Monday, May 02, 2005

how come the good stuff never happens to me?

The other night I was watching the news and there was a report about a new cancer pill that patients could take, which is supposed to eliminate the inconvenient nausea, vomiting and hair loss that chemo causes. This caught my attention. What? No heaving vomiting? No hair falling out in clumps? No opportuninty to wear flattering scarves over the baldness; scarves that could mean only one thing – you had cancer? How would strangers know you were sick? How would they know you were special and possibly dying?

I had cancer once, over 10 years ago. It’s almost embarrassing really; cervical cancer just doesn’t have the cachet of say, bone cancer or pancreatic cancer. Cervical cancer is like having skin cancer; it's easily removed and the death rate is pretty low. There was no chemo nor radiation, no hair loss, none of that. About the only real benefit to having had cervical cancer was the hysterectomy, so I haven't had a period in a long time. I asked the doctor to keep my ovaries, which I wanted to keep for purely financial reasons. Being the skinflint I am, it only made sense for me to continue to make the estrogen myself instead of paying the greedy pharmaceutical manufacturers for their fake estrogen product for the next 15 years or so. He agreed but I'm a little surprised this option wasn't offered to me, which makes me wonder if these guys are on some kind of kick-back program with the manufacturer of Premarin.

During the surgery to rip out the uterus, the ovaries have to be removed also. Apparently (and this is what continues to baffle me), the ovaries are re-attached to your body, right there in the gaping cavity left by the departed uterus. There they miraculously start up their little estrogen-producing process again, like a factory shipped overseas. It's cool the way the body works, and I wonder if my ovaries would still do their thing if, for example, they were reattached in another area of my body - like the backs of my eyeballs or to the spinal column.

Over the years, my little overseas factories have continued to provide me with the female hormones needed to ward off heart attacks, without enduring the increasingly painful and heavy periods the rest of my peri-menopausal gender are having. Without these physical markers of impending menopause, I chug along pretty much unaware of what's going on down there. Sometimes I think I'm having a hot flash, but most times I'm probably just sweaty. Sure I'm cranky - but that's normal for me. As a result, I'm beginning to feel cheated out of the whole experience. Where's my chance to be miserable? What happened to my chance to complain about having yet another period this month? Is this my fate in life - to just miss out on the things that others take for granted?

Yes, I've had cancer, but it was the non-lifethreatening kind. Sure I had major surgery, but missed out on chemotherapy and the opportuninty to generate looks of pity in strangers' faces when noticing my head scarf. Now I'm missing out on PERI-MENOPAUSE and I'm afraid I may miss out on most of the menopausal symptoms too. And to top it all off, they now tell me that future cancer treatments can be relatively pain-free. So here's what I've decided: If I ever have cancer again and they offer me this pill, I will say "No thanks. I prefer that you drip poison chemotherapy agents into my veins so as to cause the most pain and discomfort as humanly possible." Go ahead, call me perverse. Or masochistic. I know you want to. But I'll bet a little-bitty part of yourselves knows exactly what I'm talking about. You may even have your own head scarf picked out, just in case, like I do.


[WORK INSTRUCTIONS]: Report all lines of the data below that hold the word "Historial".
● ● ●
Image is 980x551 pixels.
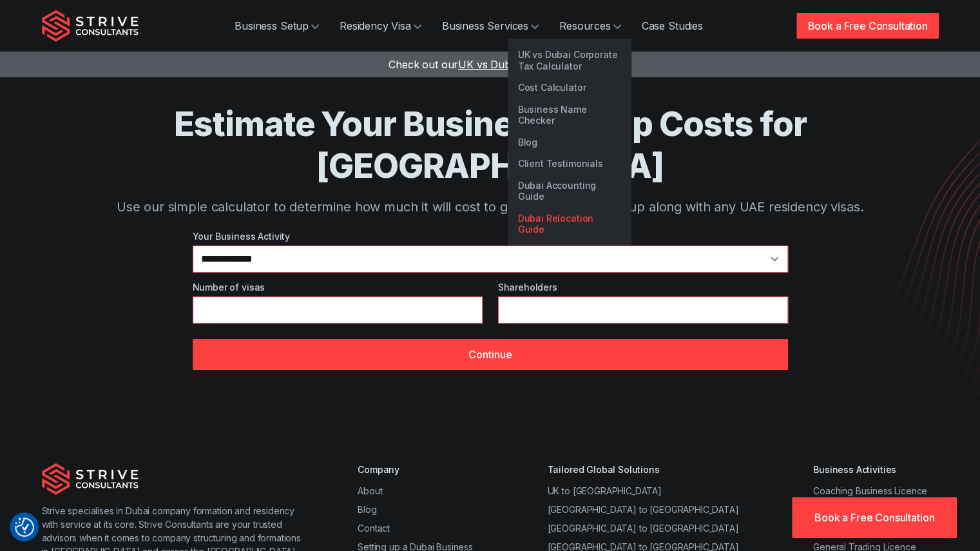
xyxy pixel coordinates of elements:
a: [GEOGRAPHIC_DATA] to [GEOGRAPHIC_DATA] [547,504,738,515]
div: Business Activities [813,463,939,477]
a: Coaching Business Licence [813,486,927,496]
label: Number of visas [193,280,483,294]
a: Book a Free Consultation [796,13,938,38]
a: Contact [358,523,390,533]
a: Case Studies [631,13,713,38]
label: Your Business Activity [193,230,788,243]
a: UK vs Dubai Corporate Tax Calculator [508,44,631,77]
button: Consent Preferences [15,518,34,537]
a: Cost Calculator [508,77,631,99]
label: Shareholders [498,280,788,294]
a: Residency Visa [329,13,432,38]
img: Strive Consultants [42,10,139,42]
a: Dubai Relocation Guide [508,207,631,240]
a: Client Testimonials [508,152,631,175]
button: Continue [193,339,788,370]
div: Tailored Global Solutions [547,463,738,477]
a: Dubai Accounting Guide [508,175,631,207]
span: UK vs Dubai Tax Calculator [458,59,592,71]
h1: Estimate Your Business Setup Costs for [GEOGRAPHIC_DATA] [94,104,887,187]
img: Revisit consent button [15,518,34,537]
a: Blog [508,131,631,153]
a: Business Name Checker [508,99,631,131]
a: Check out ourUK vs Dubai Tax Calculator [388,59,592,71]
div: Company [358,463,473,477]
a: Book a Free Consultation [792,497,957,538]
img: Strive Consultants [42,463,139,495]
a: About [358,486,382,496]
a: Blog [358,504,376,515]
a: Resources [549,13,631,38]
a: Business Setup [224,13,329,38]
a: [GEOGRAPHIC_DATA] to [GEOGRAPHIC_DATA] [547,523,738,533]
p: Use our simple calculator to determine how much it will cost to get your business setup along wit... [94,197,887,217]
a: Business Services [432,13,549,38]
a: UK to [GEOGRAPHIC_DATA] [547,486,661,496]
● ● ●
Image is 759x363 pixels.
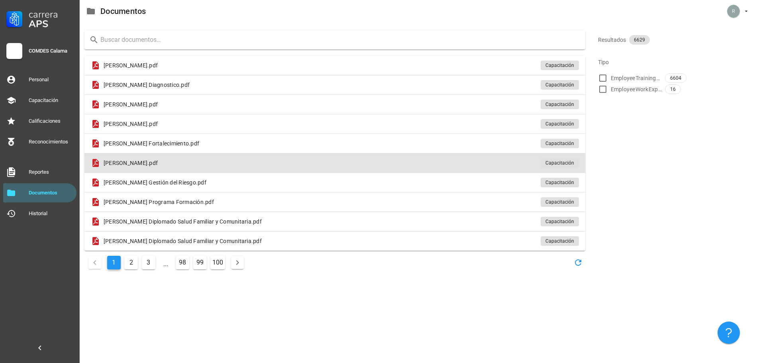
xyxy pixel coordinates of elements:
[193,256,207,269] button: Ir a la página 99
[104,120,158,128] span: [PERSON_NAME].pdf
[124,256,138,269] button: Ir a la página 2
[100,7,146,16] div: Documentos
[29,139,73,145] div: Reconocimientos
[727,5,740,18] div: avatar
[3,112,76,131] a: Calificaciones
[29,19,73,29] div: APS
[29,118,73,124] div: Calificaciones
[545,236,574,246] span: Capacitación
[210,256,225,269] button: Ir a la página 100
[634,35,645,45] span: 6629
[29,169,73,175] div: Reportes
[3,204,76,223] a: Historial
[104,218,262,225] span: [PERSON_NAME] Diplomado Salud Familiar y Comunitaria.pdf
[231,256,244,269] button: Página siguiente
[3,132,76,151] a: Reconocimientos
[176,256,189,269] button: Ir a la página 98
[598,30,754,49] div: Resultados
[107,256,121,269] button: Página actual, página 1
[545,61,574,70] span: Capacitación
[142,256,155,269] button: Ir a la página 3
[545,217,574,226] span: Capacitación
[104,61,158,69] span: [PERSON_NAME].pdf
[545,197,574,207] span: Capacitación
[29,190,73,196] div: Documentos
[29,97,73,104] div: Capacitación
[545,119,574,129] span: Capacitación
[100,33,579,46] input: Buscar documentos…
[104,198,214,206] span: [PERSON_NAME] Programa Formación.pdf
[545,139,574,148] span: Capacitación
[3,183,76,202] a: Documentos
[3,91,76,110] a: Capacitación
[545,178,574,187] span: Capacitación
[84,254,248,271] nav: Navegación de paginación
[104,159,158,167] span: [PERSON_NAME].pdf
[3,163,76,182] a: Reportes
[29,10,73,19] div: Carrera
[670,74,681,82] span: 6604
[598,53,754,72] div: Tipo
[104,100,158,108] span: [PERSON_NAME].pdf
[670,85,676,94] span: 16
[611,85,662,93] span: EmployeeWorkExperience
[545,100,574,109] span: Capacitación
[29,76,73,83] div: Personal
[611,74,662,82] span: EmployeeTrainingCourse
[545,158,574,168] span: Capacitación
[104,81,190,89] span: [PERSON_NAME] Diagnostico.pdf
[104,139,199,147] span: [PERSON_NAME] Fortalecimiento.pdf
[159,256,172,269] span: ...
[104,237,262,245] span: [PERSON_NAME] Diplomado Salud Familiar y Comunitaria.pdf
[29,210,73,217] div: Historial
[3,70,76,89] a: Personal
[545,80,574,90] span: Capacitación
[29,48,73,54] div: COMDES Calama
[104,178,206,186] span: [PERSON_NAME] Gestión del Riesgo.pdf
● ● ●
[EXERCISE RESULT]:
[3,204,76,223] a: Historial
[29,210,73,217] div: Historial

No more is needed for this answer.